Back to turtles. Turtles have been around about as long as the redwoods that towered over me that day. By the way, the felt-red of a redwood trunk, in the light, looks a lot like a chestnut mare’s winter coat. It’s an inconceivable number, 200 million years. And because of its sheer enormity, it leaves the brain dumb and dazed rather than amazed. While waiting for my takeout dinner outside a Puerto Rican restaurant this evening, I read a Medium article on a how the brain can’t do much with abstracts and facts. To appeal to the sympathies of a reader, an author must use examples. Facts are the cargo we must package in specifics, bubble wrap in stories to ensure their safe arrival to the frontal cortex of our reader’s brain.

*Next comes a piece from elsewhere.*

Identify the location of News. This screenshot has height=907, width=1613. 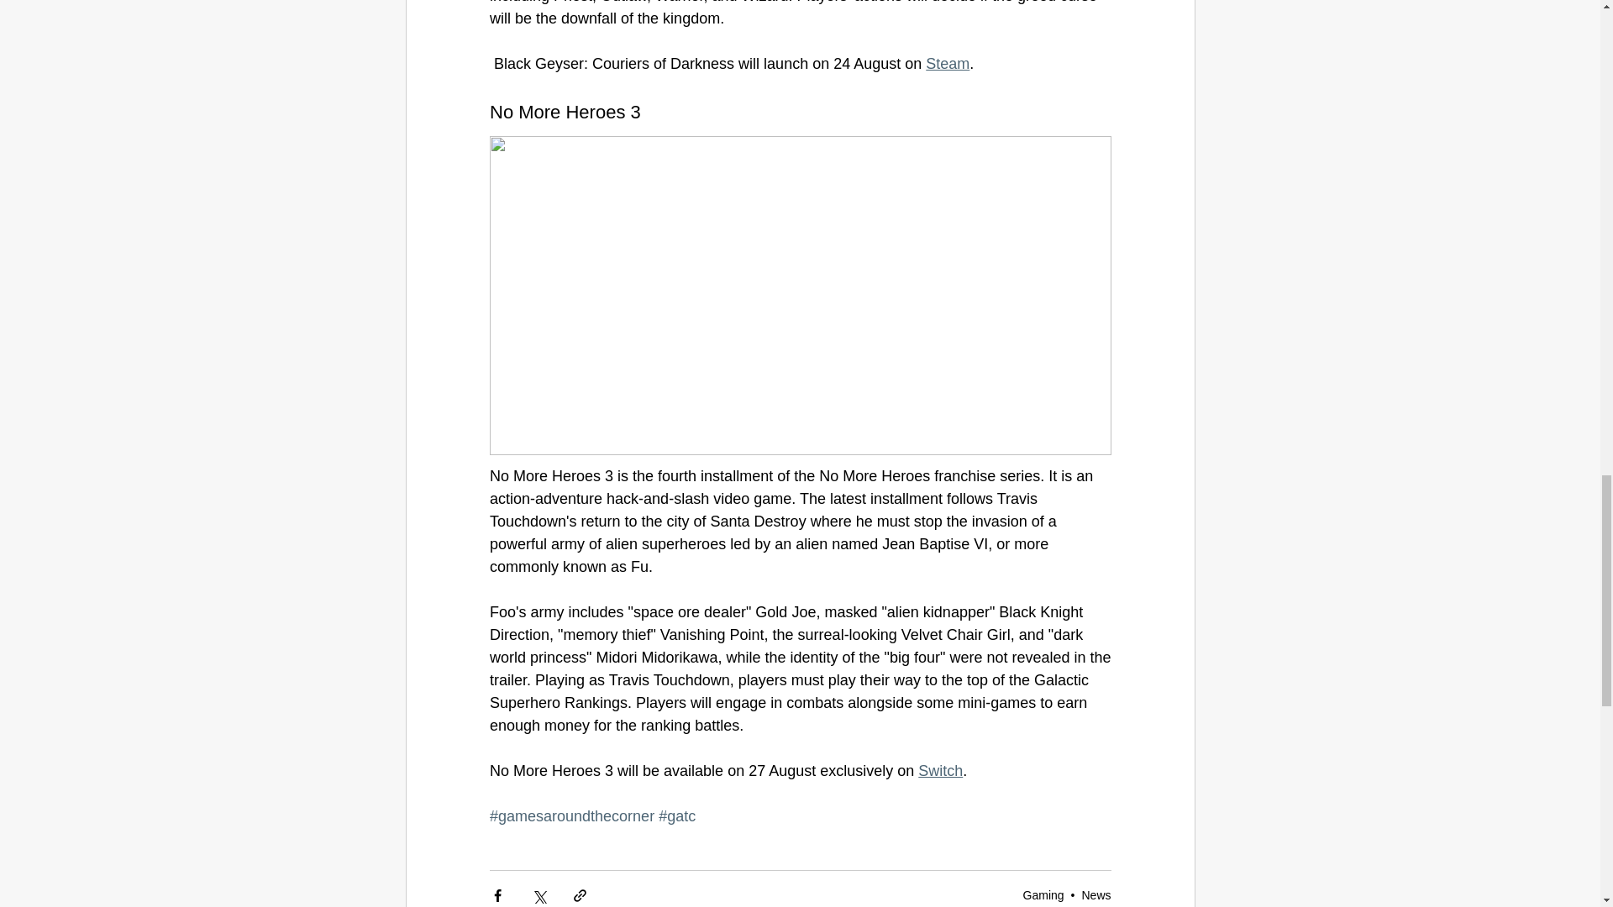
(1096, 896).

For example, right now you are paying higher attention than you were a sentence ago, as I dangle an illustrative anecdote .

I set out to write about turtles. But the prompt "turtles" was a hollow shell for another animal to make its home: a few sentences in, and out comes a contemplation on chocolate, past dates with slugs, culminating in some undeveloped scraps of narrative theory smudged with the oil of garlic plantains from a takeout dinner. Yet, it’s precisely the turtle’s gradual irrelevance on the surface of my post where lies, I think, his deeper relevance. (Pause here for a profound “hmm” and imaginary beard scratch). I, like a turtle, have been trying to take my time. I’m attempting the task of being still, letting what comes come, and not rushing the exposure of my soft insides to a harsh sun of lit up phones. I want my first-thought ideas and seedling stories to germinate in quiet, compost uncommented, and tempt me with their perfumes, before I pack them and put them on your window(sill) to please or perturb.

If you’re an aspiring writer like me, do it for yourself before you do it for them. See how it feels-- in the darkness of your own mind, on your own time, where language can articulate its limbs as self expression rather than a stiff performance. This is where you find the words and, most importantly, the desire to take the plunge, regardless of who is watching. Slowly but surely, what you thought was a sedentary rock on the shoreline grows legs and inches its way to the shallows. Soon enough, the shallow drops off unto the deep and the animal known for her slow pace, swims at a brisk pace towards the frontal cortex of a brain.